▶ [Problem statement] Every line below is to be given again precisely; images are to be left out.

▶ [Input data]
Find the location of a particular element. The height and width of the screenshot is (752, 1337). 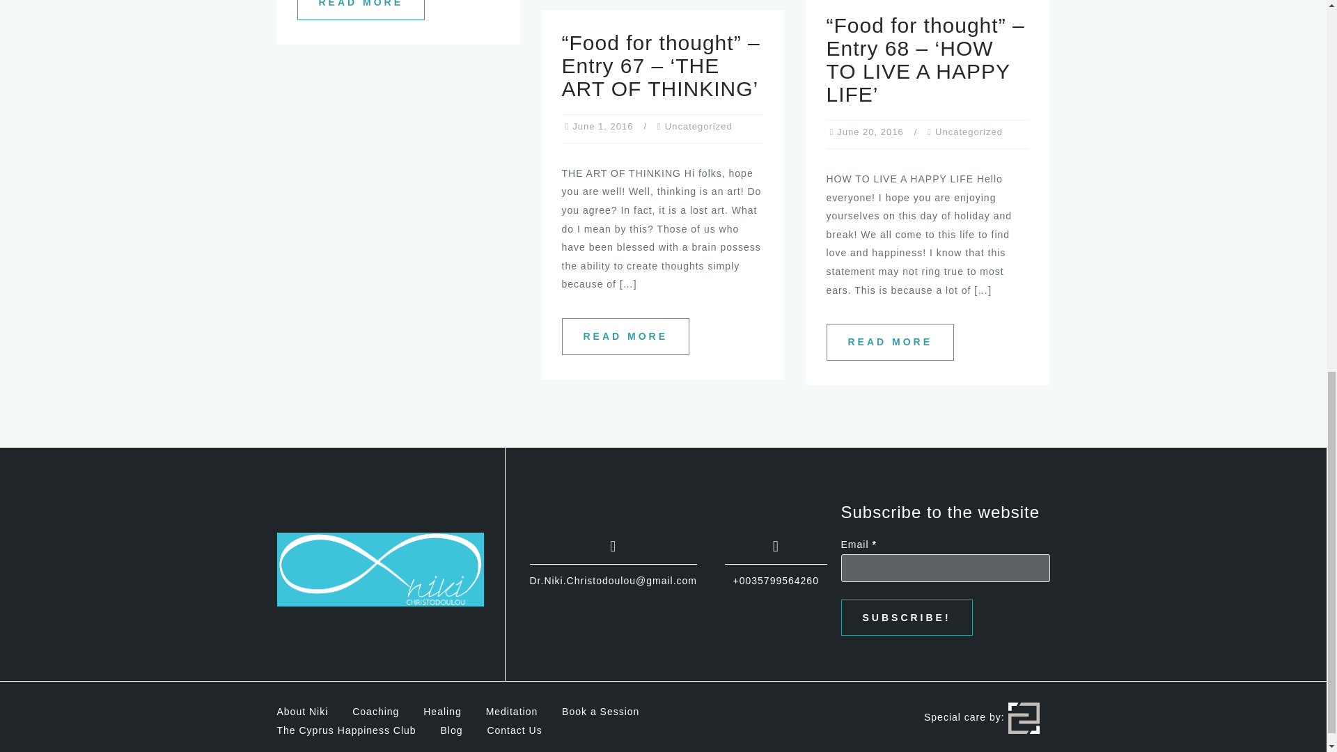

Online webinar is located at coordinates (361, 10).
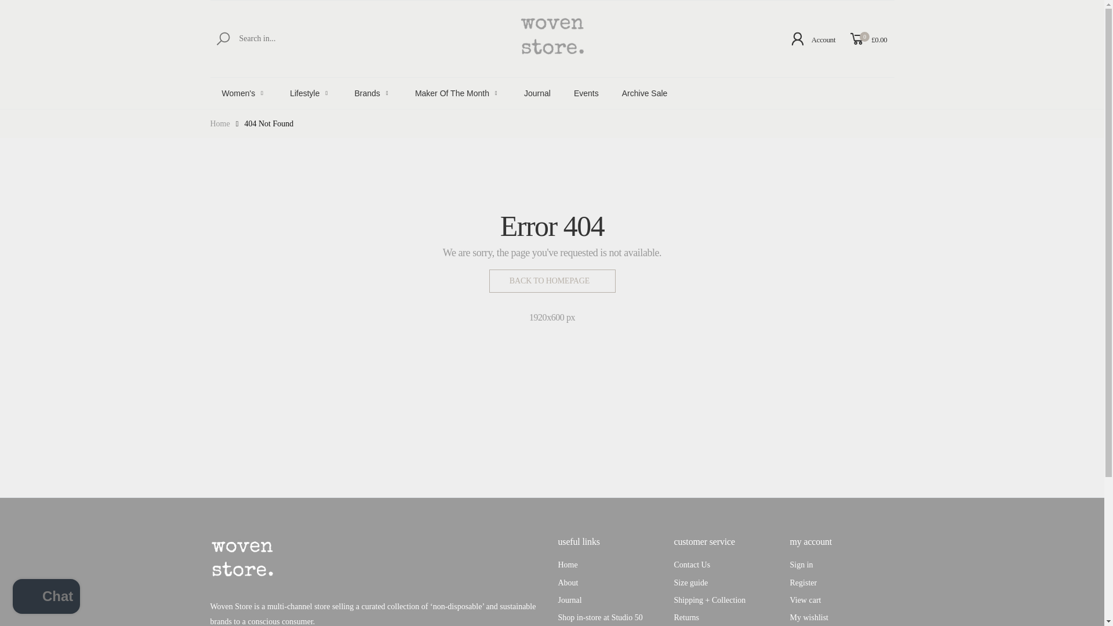 The image size is (1113, 626). I want to click on Shopify online store chat, so click(46, 598).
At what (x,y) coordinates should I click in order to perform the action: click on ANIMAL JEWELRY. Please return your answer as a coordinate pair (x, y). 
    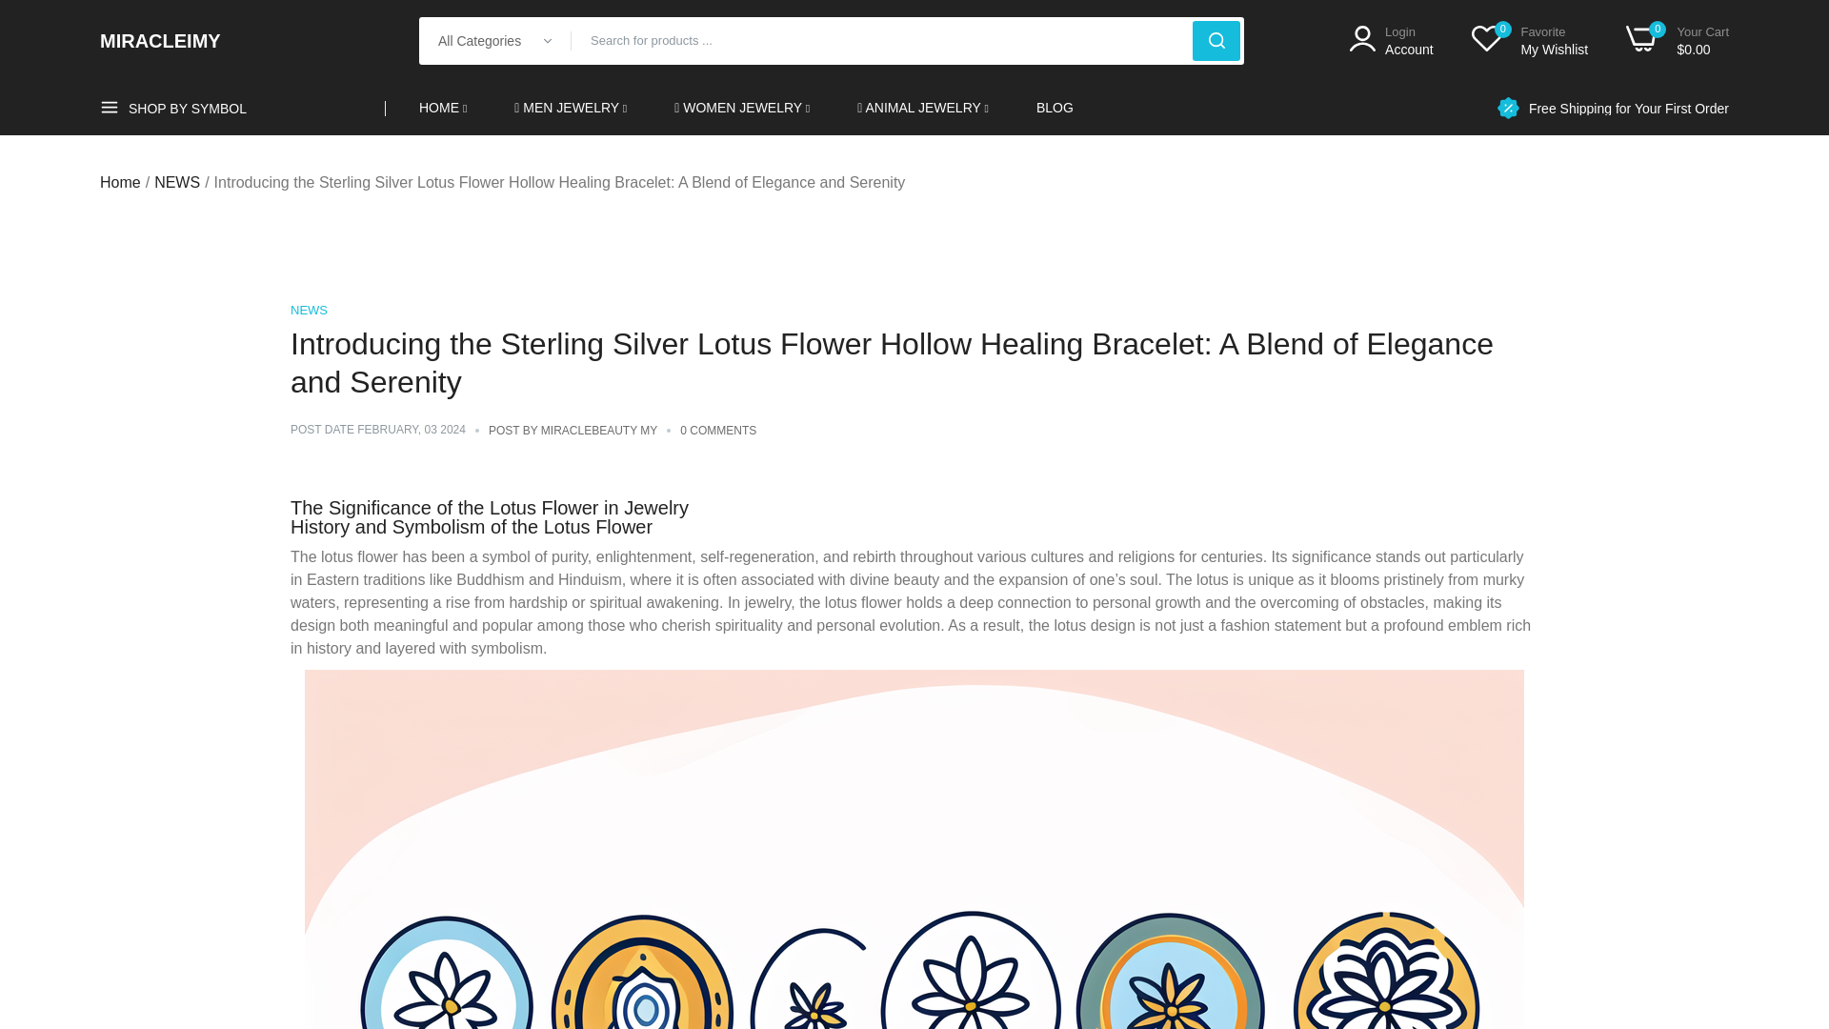
    Looking at the image, I should click on (1629, 107).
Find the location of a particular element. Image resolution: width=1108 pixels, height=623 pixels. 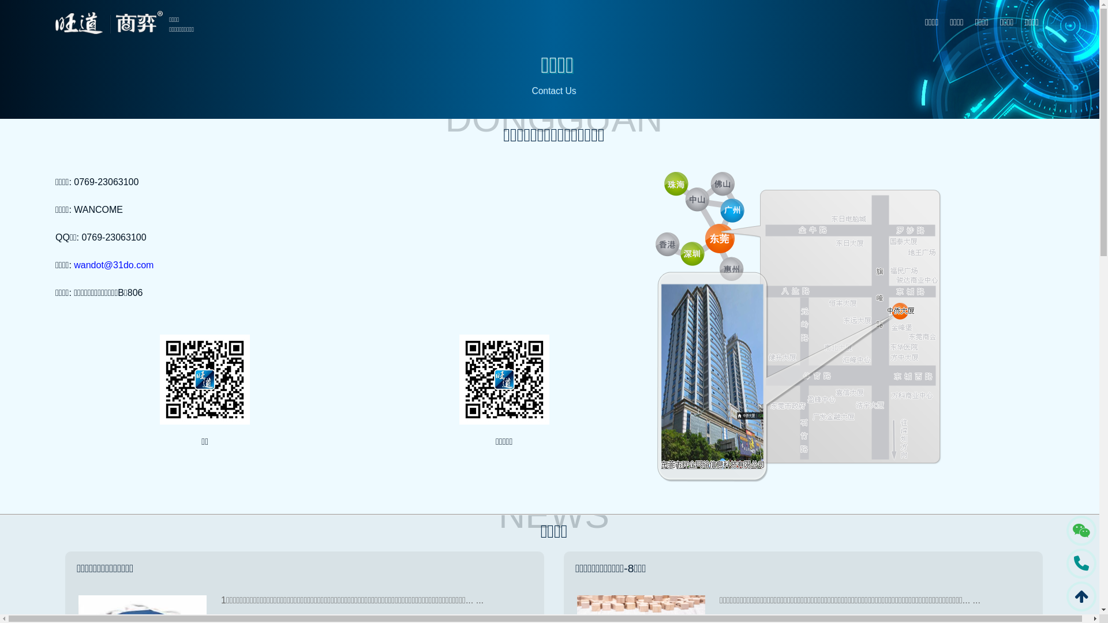

wandot@31do.com is located at coordinates (114, 265).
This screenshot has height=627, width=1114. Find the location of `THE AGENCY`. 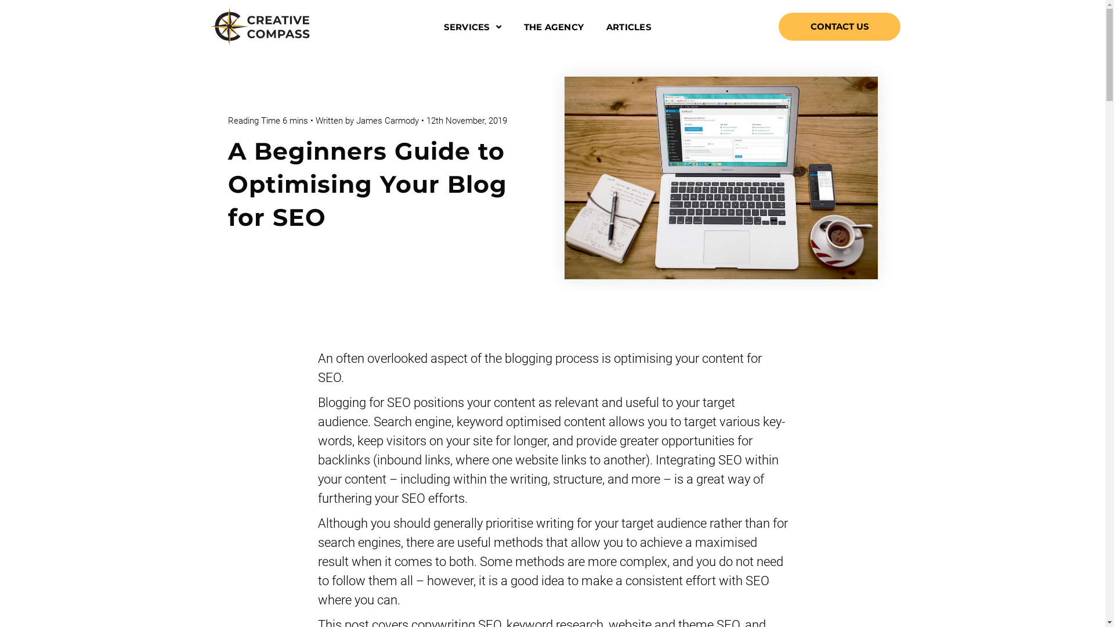

THE AGENCY is located at coordinates (554, 27).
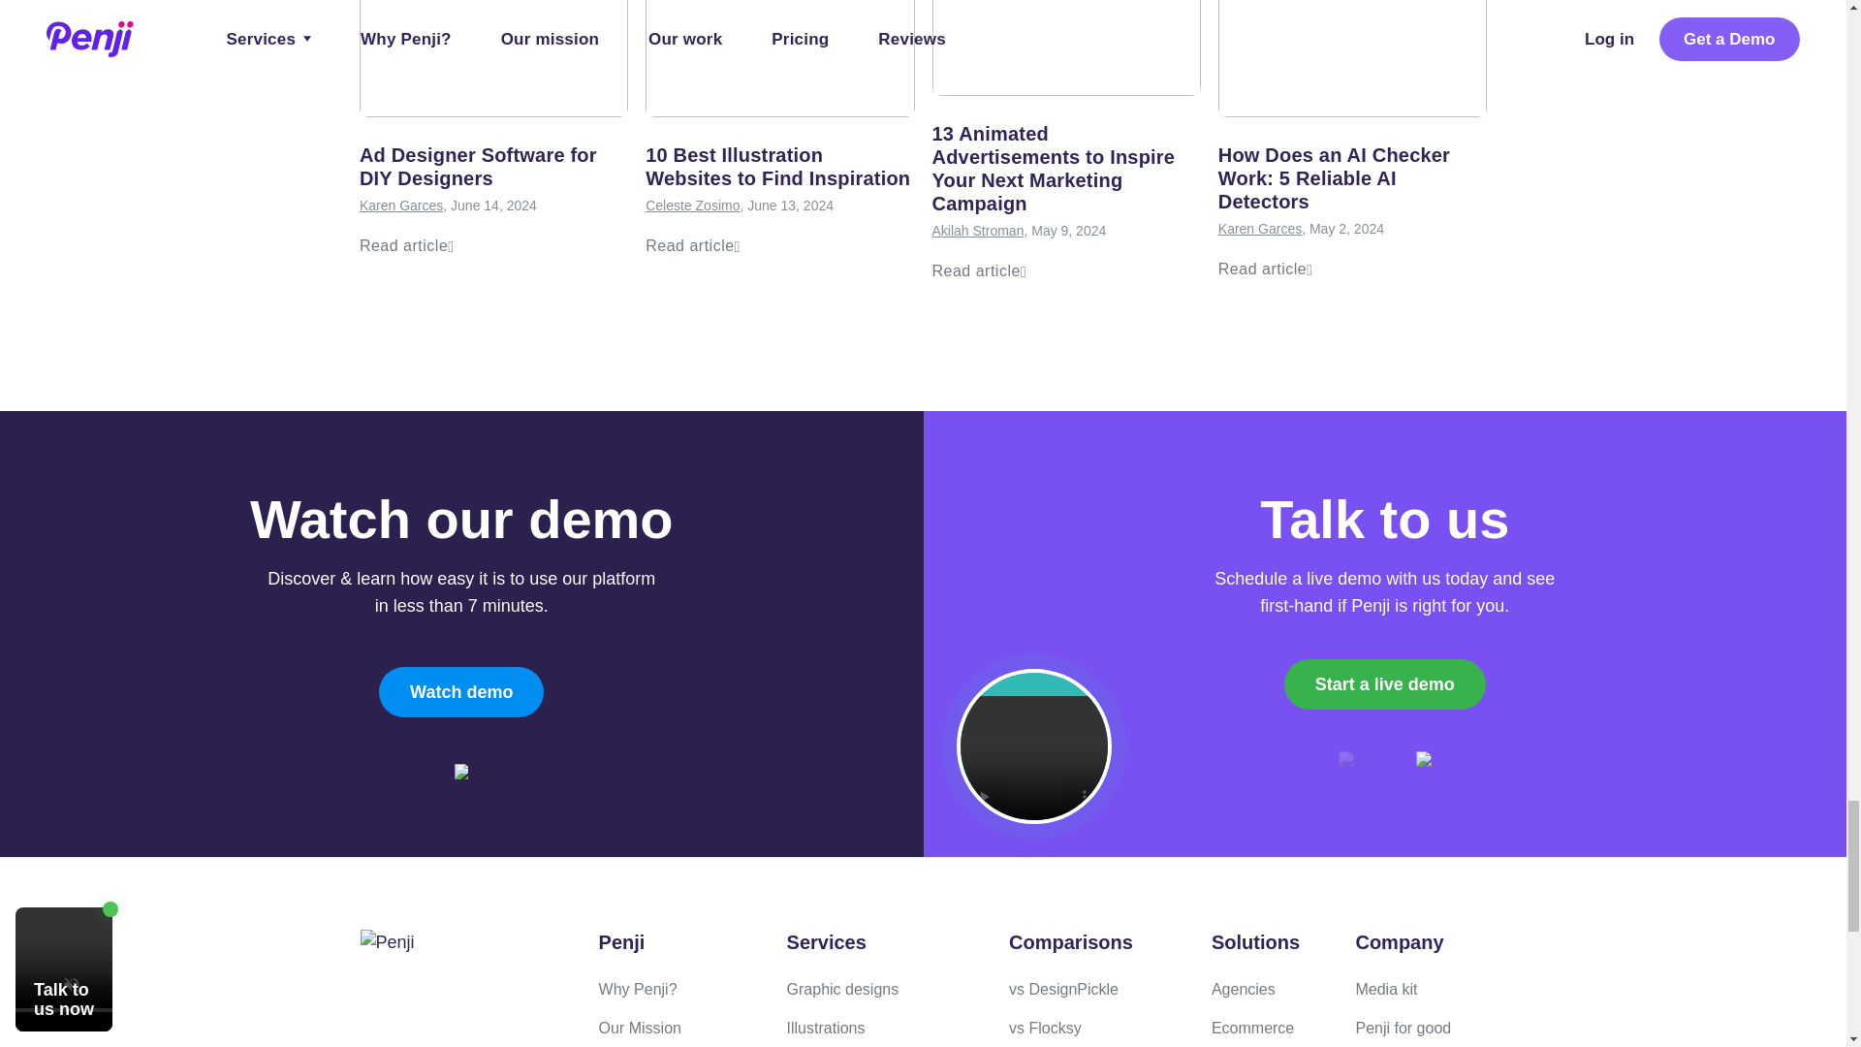  Describe the element at coordinates (478, 167) in the screenshot. I see `Ad Designer Software for DIY Designers` at that location.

▶ [Completed task]
Find the location of a particular element. The height and width of the screenshot is (752, 1337). 

Online webinar is located at coordinates (361, 10).
 The image size is (1113, 626). I want to click on Shopify online store chat, so click(46, 598).
At what (x,y) coordinates should I click in order to perform the action: click on ANIMAL JEWELRY. Please return your answer as a coordinate pair (x, y). 
    Looking at the image, I should click on (1629, 107).
Find the location of a particular element. Image resolution: width=1108 pixels, height=623 pixels. 

wandot@31do.com is located at coordinates (114, 265).
This screenshot has height=627, width=1114. Find the location of `THE AGENCY`. 

THE AGENCY is located at coordinates (554, 27).
  Describe the element at coordinates (478, 167) in the screenshot. I see `Ad Designer Software for DIY Designers` at that location.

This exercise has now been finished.